ConvergEx To Pay $150M To Settle Fraud Case

December 18, 2013

The U.S. Securities and Exchange Commission said today [Dec 18] that subsidiaries of ConvergEx Group agreed to pay more than $107 million and admit wrongdoing to settle the SEC’s charges.

In a parallel action, the Department of Justice announced criminal charges against ConvergEx Group, a brokerage subsidiary, and the two former employees.

To resolve those charges, ConvergEx Group has agreed to pay $43.8 million in criminal penalties and restitution.

Two former ConvergEx employees, Jonathan Daspin, the head trader of the Bermuda subsidiary, and Thomas Lekargeren co-operated with the investigation and admitted to taking steps to conceal the practice of taking trading profits from customers.

Daspin agreed to pay a total of $1,111,550 in disgorgement and prejudgment interest [PDF of Daspin SEC order], and Lekargeren agreed to pay a total of $117,042 in disgorgement and prejudgment interest.

According to the SEC’s order instituting settled administrative proceedings, the ConvergEx brokerage firms represented to customers that they charge explicit commissions to execute equity trading orders.

The SEC said “they routinely routed orders, including orders for U.S. equities, to an offshore affiliate in Bermuda that executed them on a riskless basis and opportunistically boosted their profits by adding a mark-up or mark-down on the price of a security.”

“The offshore affiliate often consulted with the client-facing brokers to assess the risk of customer detection before taking the extra money on top of the disclosed commissions.

The mark-ups and mark-downs caused many customers to unknowingly pay more than double what they understood they were paying to have their orders executed.”

“Customers have a right to expect honesty from their brokers and accurate information in response to their inquiries,” said Andrew Ceresney, co-director of the SEC’s Division of Enforcement.

“These ConvergEx brokers misled their customers and failed to provide complete information about the costs they were charging.”

According to the SEC’s order, the ConvergEx brokerages involved in the scheme were G-Trade Services LLC, ConvergEx Global Markets Limited, and ConvergEx Execution Solutions LLC.

ConvergEx Global Markets Limited was a Bermuda broker-dealer, and ceased all trading activities in early 2012 and voluntarily relinquished its securities license with the Bermuda Monetary Authority in 2012.

The full SEC order issued today is below [PDF here]:

Read More About

Category: All, Business, Crime

Comments (3)

Trackback URL | Comments RSS Feed

Articles that link to this one:

  1. Conspiracy Charge Filed Against Former Trader | Bernews.com | June 7, 2014
  1. more than enough says:

    very nice…don’t let them suits fool you!

  2. BBIRYC Commodore JB says:

    Just 150 million? I make that on interest every day.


What the task requires ▸
Produce a word-for-word copy of the data below.

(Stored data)

★ ★ ★ ★

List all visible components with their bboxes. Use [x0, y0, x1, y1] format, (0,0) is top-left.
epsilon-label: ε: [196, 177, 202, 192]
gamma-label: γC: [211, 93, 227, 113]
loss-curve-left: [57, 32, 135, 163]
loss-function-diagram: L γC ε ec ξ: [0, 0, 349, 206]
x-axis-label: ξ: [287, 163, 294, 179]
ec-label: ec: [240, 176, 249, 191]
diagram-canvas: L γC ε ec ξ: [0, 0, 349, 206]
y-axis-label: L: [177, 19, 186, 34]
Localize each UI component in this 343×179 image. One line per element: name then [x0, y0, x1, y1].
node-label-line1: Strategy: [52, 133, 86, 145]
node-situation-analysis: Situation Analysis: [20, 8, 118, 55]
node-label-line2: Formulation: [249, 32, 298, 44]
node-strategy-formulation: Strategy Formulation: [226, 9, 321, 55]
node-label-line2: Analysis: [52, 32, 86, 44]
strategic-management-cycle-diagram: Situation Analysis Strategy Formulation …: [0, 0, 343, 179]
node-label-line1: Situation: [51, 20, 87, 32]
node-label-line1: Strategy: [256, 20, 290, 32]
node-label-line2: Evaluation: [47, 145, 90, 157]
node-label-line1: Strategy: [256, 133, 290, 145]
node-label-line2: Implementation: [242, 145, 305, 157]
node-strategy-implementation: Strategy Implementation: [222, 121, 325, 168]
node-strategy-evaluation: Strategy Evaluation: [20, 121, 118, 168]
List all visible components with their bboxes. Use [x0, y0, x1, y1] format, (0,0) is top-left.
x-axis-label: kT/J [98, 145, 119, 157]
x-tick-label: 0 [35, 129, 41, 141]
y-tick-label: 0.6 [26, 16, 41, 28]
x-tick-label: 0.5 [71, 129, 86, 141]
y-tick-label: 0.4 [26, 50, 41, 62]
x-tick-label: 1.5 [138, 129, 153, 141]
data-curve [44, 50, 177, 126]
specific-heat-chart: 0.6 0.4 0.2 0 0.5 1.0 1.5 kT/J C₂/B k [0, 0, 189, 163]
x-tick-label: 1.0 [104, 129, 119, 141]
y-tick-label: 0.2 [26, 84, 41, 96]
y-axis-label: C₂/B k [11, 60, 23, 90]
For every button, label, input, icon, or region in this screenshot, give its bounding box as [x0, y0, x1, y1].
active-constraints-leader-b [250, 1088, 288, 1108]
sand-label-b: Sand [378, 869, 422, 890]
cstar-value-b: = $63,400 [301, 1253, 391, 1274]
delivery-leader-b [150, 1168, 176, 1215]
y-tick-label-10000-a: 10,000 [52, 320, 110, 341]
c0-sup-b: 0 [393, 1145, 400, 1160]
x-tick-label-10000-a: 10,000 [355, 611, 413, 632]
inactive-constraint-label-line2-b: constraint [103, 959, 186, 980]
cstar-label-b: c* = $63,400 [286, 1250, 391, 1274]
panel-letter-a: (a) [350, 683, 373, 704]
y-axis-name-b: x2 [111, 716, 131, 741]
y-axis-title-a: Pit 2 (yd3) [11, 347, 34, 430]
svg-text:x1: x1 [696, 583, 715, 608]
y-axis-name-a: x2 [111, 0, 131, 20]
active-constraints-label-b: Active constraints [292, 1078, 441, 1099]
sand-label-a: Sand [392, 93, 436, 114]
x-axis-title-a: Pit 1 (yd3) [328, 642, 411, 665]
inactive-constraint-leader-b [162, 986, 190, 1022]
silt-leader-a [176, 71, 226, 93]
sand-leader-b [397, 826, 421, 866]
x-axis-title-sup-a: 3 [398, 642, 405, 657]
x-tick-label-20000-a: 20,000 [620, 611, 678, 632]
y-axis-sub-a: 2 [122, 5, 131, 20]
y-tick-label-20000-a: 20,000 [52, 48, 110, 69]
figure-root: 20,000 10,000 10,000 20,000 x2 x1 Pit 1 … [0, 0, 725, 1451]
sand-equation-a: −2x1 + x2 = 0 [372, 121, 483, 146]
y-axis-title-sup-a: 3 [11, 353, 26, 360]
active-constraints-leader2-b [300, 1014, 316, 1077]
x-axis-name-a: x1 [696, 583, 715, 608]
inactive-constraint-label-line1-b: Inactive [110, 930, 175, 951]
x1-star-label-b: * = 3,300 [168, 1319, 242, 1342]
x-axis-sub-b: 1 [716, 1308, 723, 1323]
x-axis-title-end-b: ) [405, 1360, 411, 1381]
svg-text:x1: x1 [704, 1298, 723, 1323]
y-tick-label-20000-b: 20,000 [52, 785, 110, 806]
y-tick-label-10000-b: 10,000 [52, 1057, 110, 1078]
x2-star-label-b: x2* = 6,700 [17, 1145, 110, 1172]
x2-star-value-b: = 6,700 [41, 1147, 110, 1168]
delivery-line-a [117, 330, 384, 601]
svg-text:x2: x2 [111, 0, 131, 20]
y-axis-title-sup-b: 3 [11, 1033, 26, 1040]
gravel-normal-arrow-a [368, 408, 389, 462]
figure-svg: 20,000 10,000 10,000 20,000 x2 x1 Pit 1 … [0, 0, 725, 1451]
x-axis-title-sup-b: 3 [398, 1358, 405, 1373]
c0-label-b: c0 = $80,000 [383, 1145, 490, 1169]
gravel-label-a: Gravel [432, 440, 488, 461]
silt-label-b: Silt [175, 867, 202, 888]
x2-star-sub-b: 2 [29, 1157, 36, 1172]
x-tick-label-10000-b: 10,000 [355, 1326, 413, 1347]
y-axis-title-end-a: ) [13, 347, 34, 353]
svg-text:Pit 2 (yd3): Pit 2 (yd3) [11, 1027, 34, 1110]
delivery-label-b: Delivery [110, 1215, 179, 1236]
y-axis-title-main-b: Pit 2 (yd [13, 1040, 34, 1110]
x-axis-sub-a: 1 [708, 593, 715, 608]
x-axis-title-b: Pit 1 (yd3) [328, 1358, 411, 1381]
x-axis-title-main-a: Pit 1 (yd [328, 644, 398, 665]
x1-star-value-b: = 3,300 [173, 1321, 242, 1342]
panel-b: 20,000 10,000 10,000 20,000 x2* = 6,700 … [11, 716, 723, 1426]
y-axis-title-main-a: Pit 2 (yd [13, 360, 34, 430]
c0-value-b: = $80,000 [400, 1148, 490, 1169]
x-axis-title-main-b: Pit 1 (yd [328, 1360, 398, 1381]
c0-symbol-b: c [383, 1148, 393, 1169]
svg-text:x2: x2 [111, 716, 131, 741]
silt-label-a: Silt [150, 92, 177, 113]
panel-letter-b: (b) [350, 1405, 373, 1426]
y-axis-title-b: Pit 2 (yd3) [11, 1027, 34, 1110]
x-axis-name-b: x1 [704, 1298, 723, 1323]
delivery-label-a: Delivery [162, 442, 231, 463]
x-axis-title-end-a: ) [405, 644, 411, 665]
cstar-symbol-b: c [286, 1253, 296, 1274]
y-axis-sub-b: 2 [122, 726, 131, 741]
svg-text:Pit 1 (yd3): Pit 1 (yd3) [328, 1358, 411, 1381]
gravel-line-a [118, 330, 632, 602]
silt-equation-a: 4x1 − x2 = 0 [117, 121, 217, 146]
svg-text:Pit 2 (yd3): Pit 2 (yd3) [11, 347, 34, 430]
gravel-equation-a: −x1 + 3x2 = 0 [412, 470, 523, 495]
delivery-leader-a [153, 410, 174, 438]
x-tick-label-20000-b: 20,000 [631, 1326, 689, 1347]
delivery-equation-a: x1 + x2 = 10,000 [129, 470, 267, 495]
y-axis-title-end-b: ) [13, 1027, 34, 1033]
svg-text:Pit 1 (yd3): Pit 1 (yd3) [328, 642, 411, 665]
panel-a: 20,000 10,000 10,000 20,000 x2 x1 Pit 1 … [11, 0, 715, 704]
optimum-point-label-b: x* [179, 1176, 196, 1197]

★ ★ ★ ★

Exercise solution ▸
List all visible components with their bboxes. Use [x0, y0, x1, y1] format, (0,0) is top-left.
epsilon-label: ε: [196, 177, 202, 192]
gamma-label: γC: [211, 93, 227, 113]
loss-curve-left: [57, 32, 135, 163]
loss-function-diagram: L γC ε ec ξ: [0, 0, 349, 206]
x-axis-label: ξ: [287, 163, 294, 179]
ec-label: ec: [240, 176, 249, 191]
diagram-canvas: L γC ε ec ξ: [0, 0, 349, 206]
y-axis-label: L: [177, 19, 186, 34]
Localize each UI component in this 343×179 image. One line per element: name then [x0, y0, x1, y1].
node-label-line1: Strategy: [52, 133, 86, 145]
node-situation-analysis: Situation Analysis: [20, 8, 118, 55]
node-label-line2: Formulation: [249, 32, 298, 44]
node-strategy-formulation: Strategy Formulation: [226, 9, 321, 55]
node-label-line2: Analysis: [52, 32, 86, 44]
strategic-management-cycle-diagram: Situation Analysis Strategy Formulation …: [0, 0, 343, 179]
node-label-line1: Situation: [51, 20, 87, 32]
node-label-line1: Strategy: [256, 20, 290, 32]
node-label-line2: Evaluation: [47, 145, 90, 157]
node-label-line1: Strategy: [256, 133, 290, 145]
node-label-line2: Implementation: [242, 145, 305, 157]
node-strategy-implementation: Strategy Implementation: [222, 121, 325, 168]
node-strategy-evaluation: Strategy Evaluation: [20, 121, 118, 168]
List all visible components with their bboxes. Use [x0, y0, x1, y1] format, (0,0) is top-left.
x-axis-label: kT/J [98, 145, 119, 157]
x-tick-label: 0 [35, 129, 41, 141]
y-tick-label: 0.6 [26, 16, 41, 28]
x-tick-label: 0.5 [71, 129, 86, 141]
y-tick-label: 0.4 [26, 50, 41, 62]
x-tick-label: 1.5 [138, 129, 153, 141]
data-curve [44, 50, 177, 126]
specific-heat-chart: 0.6 0.4 0.2 0 0.5 1.0 1.5 kT/J C₂/B k [0, 0, 189, 163]
x-tick-label: 1.0 [104, 129, 119, 141]
y-tick-label: 0.2 [26, 84, 41, 96]
y-axis-label: C₂/B k [11, 60, 23, 90]
For every button, label, input, icon, or region in this screenshot, give its bounding box as [x0, y0, x1, y1].
active-constraints-leader-b [250, 1088, 288, 1108]
sand-label-b: Sand [378, 869, 422, 890]
cstar-value-b: = $63,400 [301, 1253, 391, 1274]
delivery-leader-b [150, 1168, 176, 1215]
y-tick-label-10000-a: 10,000 [52, 320, 110, 341]
c0-sup-b: 0 [393, 1145, 400, 1160]
x-tick-label-10000-a: 10,000 [355, 611, 413, 632]
inactive-constraint-label-line2-b: constraint [103, 959, 186, 980]
cstar-label-b: c* = $63,400 [286, 1250, 391, 1274]
panel-letter-a: (a) [350, 683, 373, 704]
y-axis-name-b: x2 [111, 716, 131, 741]
y-axis-title-a: Pit 2 (yd3) [11, 347, 34, 430]
svg-text:x1: x1 [696, 583, 715, 608]
y-axis-name-a: x2 [111, 0, 131, 20]
active-constraints-label-b: Active constraints [292, 1078, 441, 1099]
sand-label-a: Sand [392, 93, 436, 114]
x-axis-title-a: Pit 1 (yd3) [328, 642, 411, 665]
inactive-constraint-leader-b [162, 986, 190, 1022]
silt-leader-a [176, 71, 226, 93]
sand-leader-b [397, 826, 421, 866]
x-axis-title-sup-a: 3 [398, 642, 405, 657]
x-tick-label-20000-a: 20,000 [620, 611, 678, 632]
y-axis-sub-a: 2 [122, 5, 131, 20]
y-tick-label-20000-a: 20,000 [52, 48, 110, 69]
figure-root: 20,000 10,000 10,000 20,000 x2 x1 Pit 1 … [0, 0, 725, 1451]
sand-equation-a: −2x1 + x2 = 0 [372, 121, 483, 146]
y-axis-title-sup-a: 3 [11, 353, 26, 360]
active-constraints-leader2-b [300, 1014, 316, 1077]
x-axis-name-a: x1 [696, 583, 715, 608]
inactive-constraint-label-line1-b: Inactive [110, 930, 175, 951]
x1-star-label-b: * = 3,300 [168, 1319, 242, 1342]
x-axis-sub-b: 1 [716, 1308, 723, 1323]
x-axis-title-end-b: ) [405, 1360, 411, 1381]
svg-text:x1: x1 [704, 1298, 723, 1323]
y-tick-label-20000-b: 20,000 [52, 785, 110, 806]
y-tick-label-10000-b: 10,000 [52, 1057, 110, 1078]
x2-star-label-b: x2* = 6,700 [17, 1145, 110, 1172]
x2-star-value-b: = 6,700 [41, 1147, 110, 1168]
delivery-line-a [117, 330, 384, 601]
svg-text:x2: x2 [111, 0, 131, 20]
y-axis-title-sup-b: 3 [11, 1033, 26, 1040]
gravel-normal-arrow-a [368, 408, 389, 462]
figure-svg: 20,000 10,000 10,000 20,000 x2 x1 Pit 1 … [0, 0, 725, 1451]
x-axis-title-sup-b: 3 [398, 1358, 405, 1373]
c0-label-b: c0 = $80,000 [383, 1145, 490, 1169]
gravel-label-a: Gravel [432, 440, 488, 461]
silt-label-b: Silt [175, 867, 202, 888]
x2-star-sub-b: 2 [29, 1157, 36, 1172]
x-tick-label-10000-b: 10,000 [355, 1326, 413, 1347]
y-axis-title-end-a: ) [13, 347, 34, 353]
svg-text:Pit 2 (yd3): Pit 2 (yd3) [11, 1027, 34, 1110]
delivery-label-b: Delivery [110, 1215, 179, 1236]
y-axis-title-main-b: Pit 2 (yd [13, 1040, 34, 1110]
x-axis-sub-a: 1 [708, 593, 715, 608]
x-axis-title-b: Pit 1 (yd3) [328, 1358, 411, 1381]
x-axis-title-main-a: Pit 1 (yd [328, 644, 398, 665]
x1-star-value-b: = 3,300 [173, 1321, 242, 1342]
panel-b: 20,000 10,000 10,000 20,000 x2* = 6,700 … [11, 716, 723, 1426]
y-axis-title-main-a: Pit 2 (yd [13, 360, 34, 430]
c0-value-b: = $80,000 [400, 1148, 490, 1169]
x-axis-title-main-b: Pit 1 (yd [328, 1360, 398, 1381]
c0-symbol-b: c [383, 1148, 393, 1169]
svg-text:x2: x2 [111, 716, 131, 741]
silt-label-a: Silt [150, 92, 177, 113]
panel-letter-b: (b) [350, 1405, 373, 1426]
y-axis-title-b: Pit 2 (yd3) [11, 1027, 34, 1110]
x-axis-name-b: x1 [704, 1298, 723, 1323]
delivery-label-a: Delivery [162, 442, 231, 463]
x-axis-title-end-a: ) [405, 644, 411, 665]
cstar-symbol-b: c [286, 1253, 296, 1274]
y-axis-sub-b: 2 [122, 726, 131, 741]
svg-text:Pit 1 (yd3): Pit 1 (yd3) [328, 1358, 411, 1381]
gravel-line-a [118, 330, 632, 602]
silt-equation-a: 4x1 − x2 = 0 [117, 121, 217, 146]
svg-text:Pit 2 (yd3): Pit 2 (yd3) [11, 347, 34, 430]
gravel-equation-a: −x1 + 3x2 = 0 [412, 470, 523, 495]
delivery-leader-a [153, 410, 174, 438]
x-tick-label-20000-b: 20,000 [631, 1326, 689, 1347]
delivery-equation-a: x1 + x2 = 10,000 [129, 470, 267, 495]
y-axis-title-end-b: ) [13, 1027, 34, 1033]
svg-text:Pit 1 (yd3): Pit 1 (yd3) [328, 642, 411, 665]
panel-a: 20,000 10,000 10,000 20,000 x2 x1 Pit 1 … [11, 0, 715, 704]
optimum-point-label-b: x* [179, 1176, 196, 1197]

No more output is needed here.